“It was a dull day,” the Omaha Daily Bee reporter explained to his readers on November 29, 1881. “The trains were all on time and carried only the usual quota of ordinary passengers. The mud had sufficiently dried up to prevent mysterious disappearances. . . . No one had fallen off the elevator, no one had committed suicide, and there wasn’t even a social scandal or a demimonde sensation to help the reporter out.
“In this dilemma one of THE BEE men dropped into the office of a good-natured justice of the peace, and propounded the usual question, ‘Is there anything new?'” The justice responded with reminiscences of several marriage ceremonies he had performed, which may be of interest in June, the traditional month for weddings.
“These people who get married by justices of the peace have very funny notions sometimes,” the judge said. “They strike in at all hours of the day and night and will never brook delay, if they can help it. Why, a man got me up at 12 o’clock Friday night and kept me up until 5 o’clock in the morning, waiting for his bride. She was coming from the west and didn’t get here for the reason that the train was late. But the chap wouldn’t turn in or let me do so, and when she finally arrived in the morning he brought her up to the office on the jump. I ‘hitched’ them in good shape and they started for the depot again to take the morning train east. He gave me ten dollars for my trouble and seemed to be as pleased as a man can expect to be in this world.

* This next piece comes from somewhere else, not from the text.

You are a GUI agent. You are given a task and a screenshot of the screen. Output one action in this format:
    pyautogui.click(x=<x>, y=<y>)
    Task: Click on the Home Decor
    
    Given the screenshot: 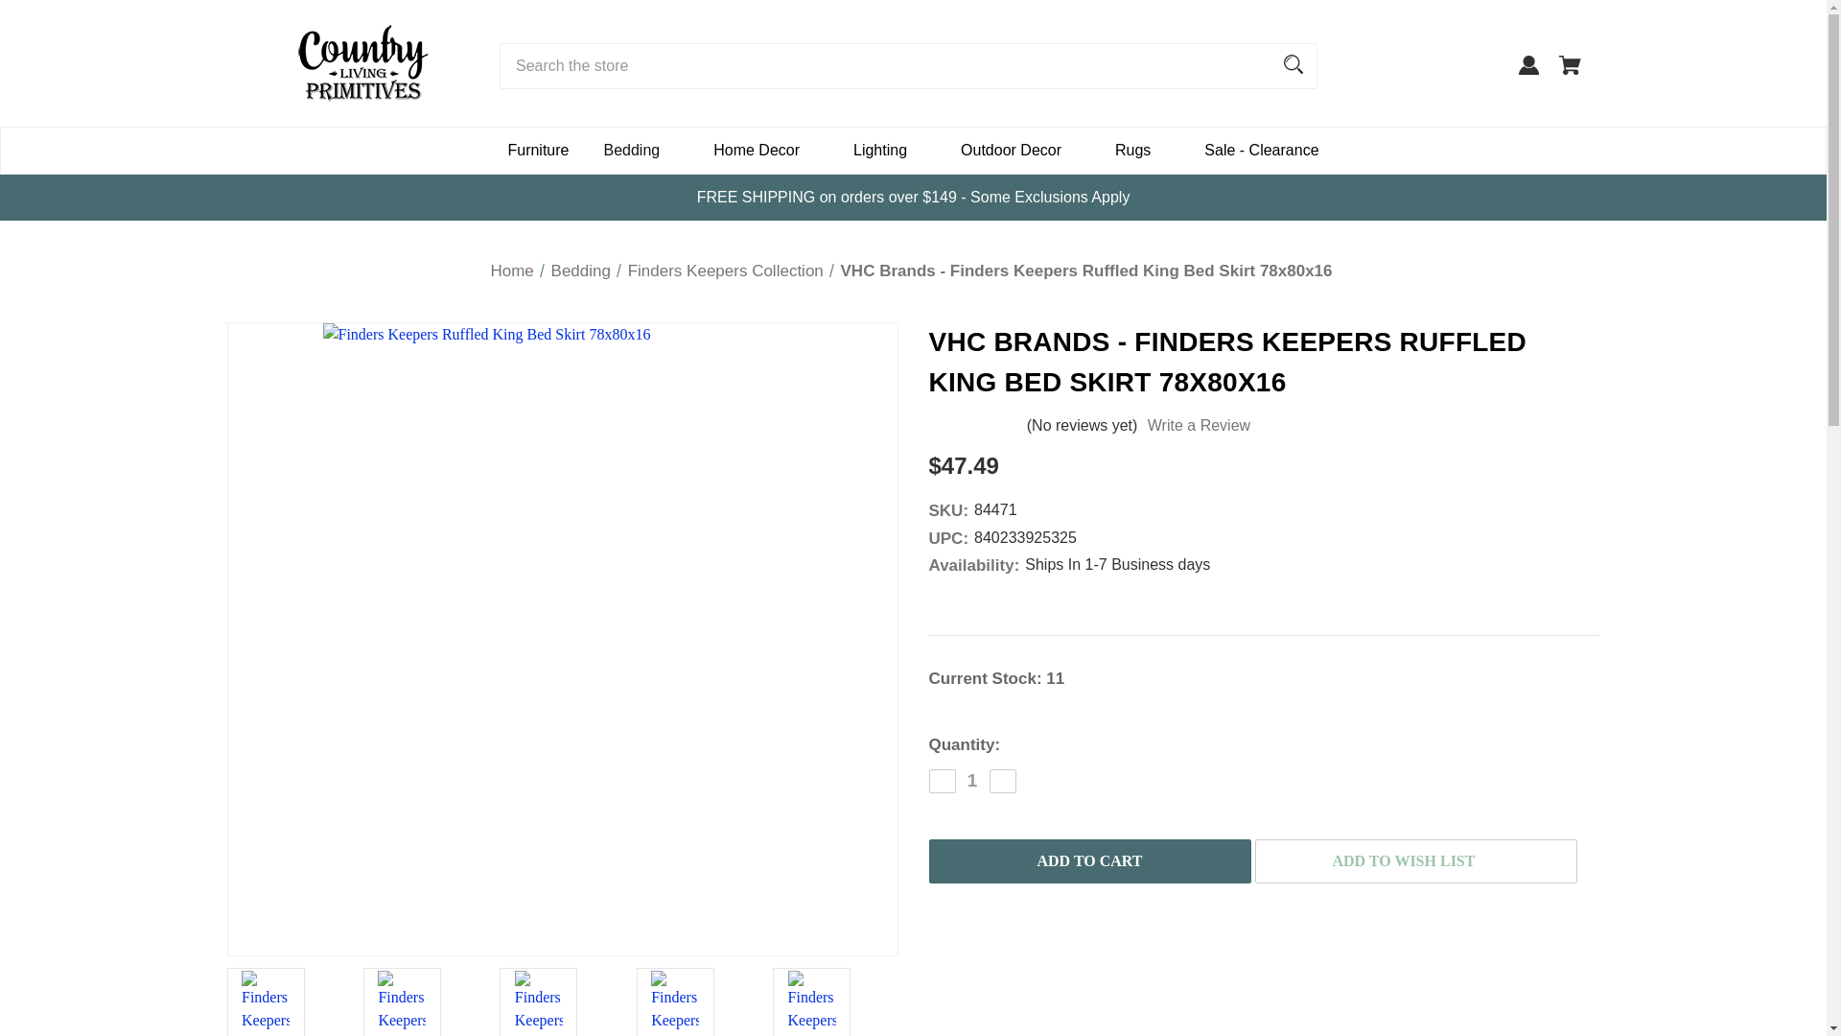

“The law only allows us to charge two and a half, but, of course, we are not prevented from receiving whatever extra the groom’s generosity may dictate. In most instances, however, of the marriage of working people, they only pay the legal prices. I caught on once to $25 from a stock drover from the west. He was evidently in for making the event a memorable one, for after the ceremony he asked me over to the St. Charles [Hotel] and there opened two baskets of champagne. Everybody-Tom, Dick and Harry-was his guest and he shook it up pretty lively for the boys, I can tell you. . . .

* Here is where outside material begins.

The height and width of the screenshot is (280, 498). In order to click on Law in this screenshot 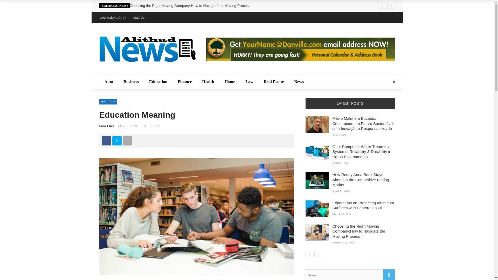, I will do `click(249, 82)`.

“Once in a while I get some nondescripts before me. A while ago a couple came in and were married . . . Both were ragged and dirty, and, had they not been sober, I should have refused to perform the ceremony. The man gave me a dollar-all the money he had, he said. I told him to keep it and buy some soap and towels. The most unusual marriage ceremony I have performed lately was that between a man thirty-five years old and a woman of seventy-two. He was in his right mind, however, and had the proper documents so I had nothing to do but marry them. They are living together happily, I hear.”
John Nelson’s stereoscopic photograph depicted two newly wedded couples.